Spencer Finch at Hill Art Foundation


Spencer Finch’s efforts to rediscover and resurrect moments of ephemerality, often through re-creating specific instances of light and color—such fleeting treasures—speak to our instinct to wrest control and ownership of beauty. Finch doesn’t look to this gap between our desires and reality with sorrow, but instead explores this push and pull with humor and affection. His work tells a story about human life with all its foibles and grace, reminding us how lucky we are to experience it.

The artist’s show here, “Lux and Lumen,” takes its title from the writings of twelfth-century historian Abbot Suger, an early champion of Gothic architecture and the steward of a cathedral in Saint-Denis, France, which serves as the subject of Finch’s Rose Window at Saint-Denis (morning effect), 2022, a radial composition of LEDs adhered to a wall that re-creates the morning light of the holy space. Suger wrote of the ability that stained glass has to transform everyday light, or lux, into the more sacred form of luminescence, lumen. By toying with this distinction between the divine and the ordinary, a subtle but revelatory question emerges: What light isn’t holy?

The show was conceived around the foundation’s recent acquisition and restoration of The Creation and the Expulsion from Paradise, 1533, a stained-glass work by French Renaissance artist Valentin Bousch. It depicts Adam and Eve on their dejected walk from Eden—the expulsion from paradise yet another metaphor for our need to find the permanent and perfect in a world that is neither. Finch selected ten of his own pieces, made between 2001 and 2022, to exhibit alongside it. Among them are The Outer—from the Inner (Emily Dickinson’s Bedroom Window at Dusk), 2018, a suite of seven small photographs of the window beside the eponymous poet’s writing desk at her home in Amherst, Massachusetts. These images capture the progression of night; as evening grows, the windows become darker and more reflective, and the surfaces that once contained exterior views instead begin to mirror the room’s interior. And CIE 529/418 (candlelight), 2007, a stained-glass installation, makes the natural light from an upstairs corner of the exhibition space mimic the warmth of a candle’s flame—another flickering of human yearning, another flash of the divine.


▶ [TASK DIRECTIONS] Return the data below exactly, please, but drop the pictures.

DATA below:

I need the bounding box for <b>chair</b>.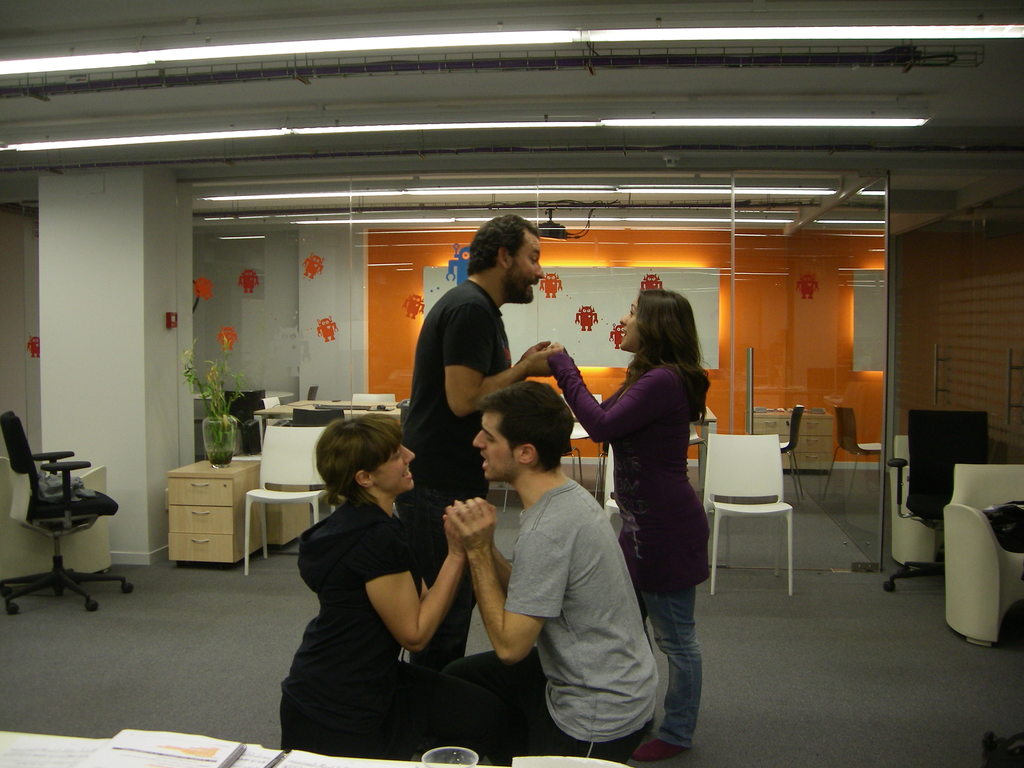
Here it is: 944, 461, 1023, 648.
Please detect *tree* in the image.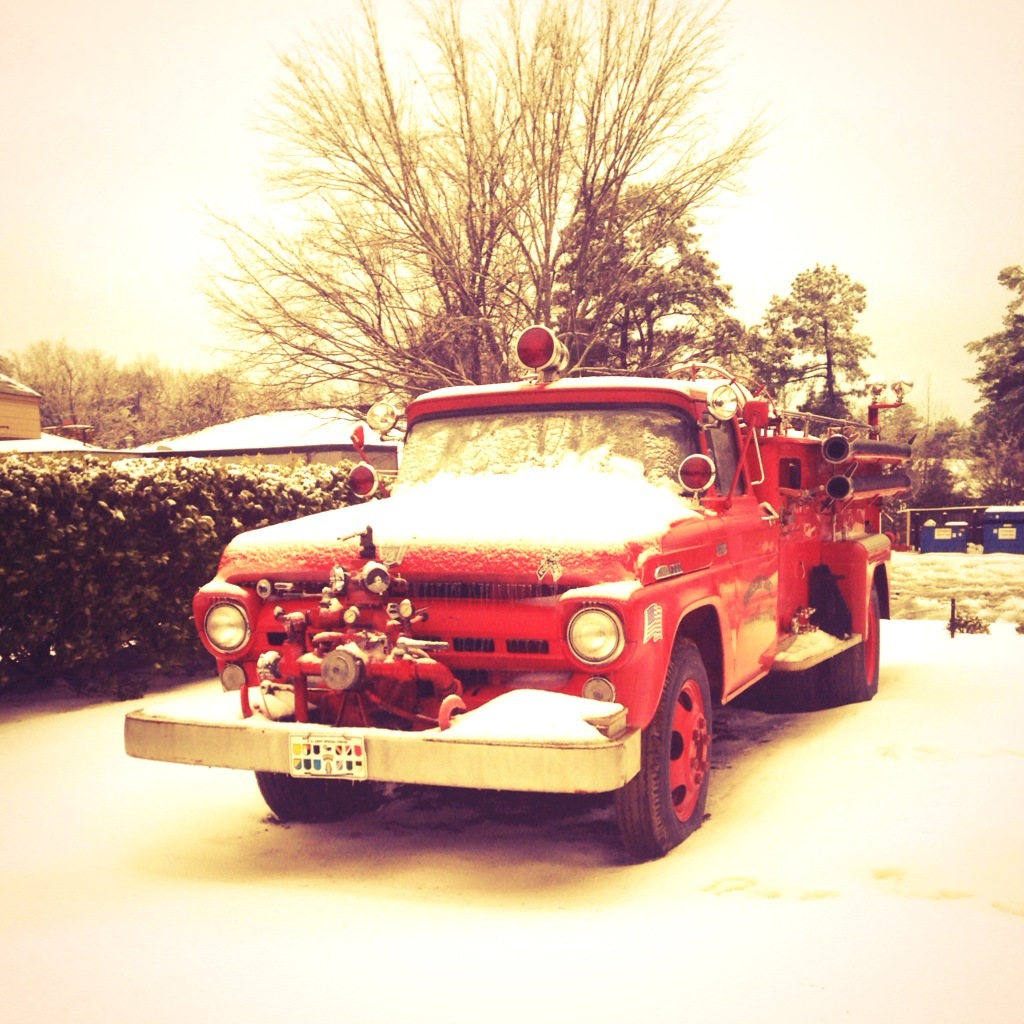
box(960, 262, 1023, 505).
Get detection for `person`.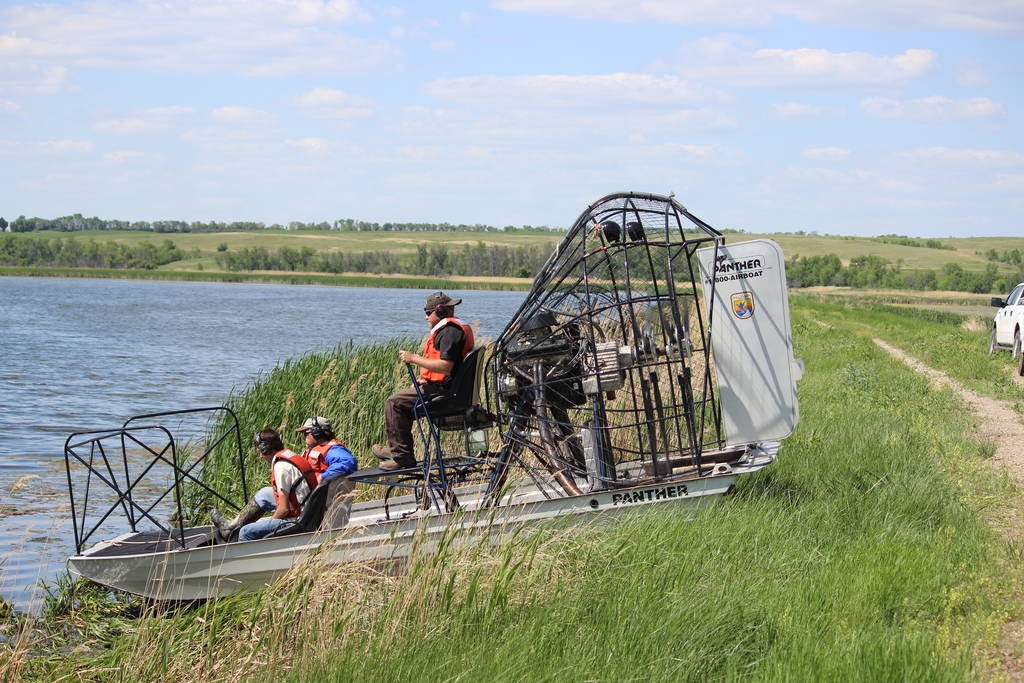
Detection: (x1=238, y1=427, x2=319, y2=541).
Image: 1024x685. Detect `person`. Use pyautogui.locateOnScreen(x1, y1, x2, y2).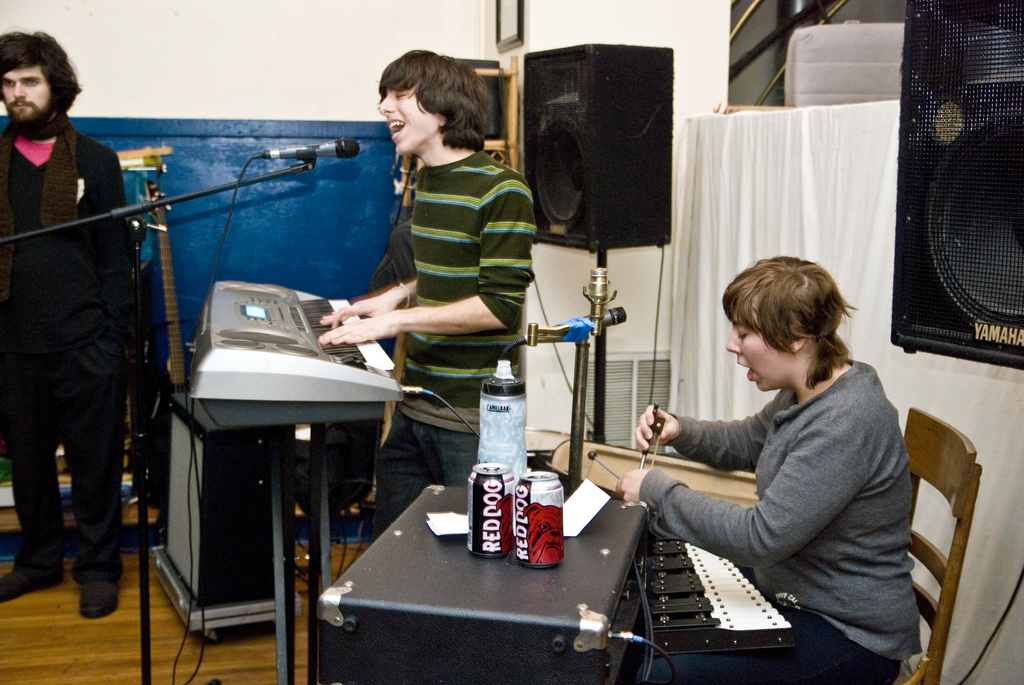
pyautogui.locateOnScreen(340, 37, 545, 458).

End of DATA.

▶ [EXPECTED OUTPUT]
I need the bounding box for <b>chair</b>.
Here it is: 944, 461, 1023, 648.
Please detect *tree* in the image.
box(960, 262, 1023, 505).
Get detection for `person`.
Detection: (x1=238, y1=427, x2=319, y2=541).
Image: 1024x685. Detect `person`. Use pyautogui.locateOnScreen(x1, y1, x2, y2).
pyautogui.locateOnScreen(340, 37, 545, 458).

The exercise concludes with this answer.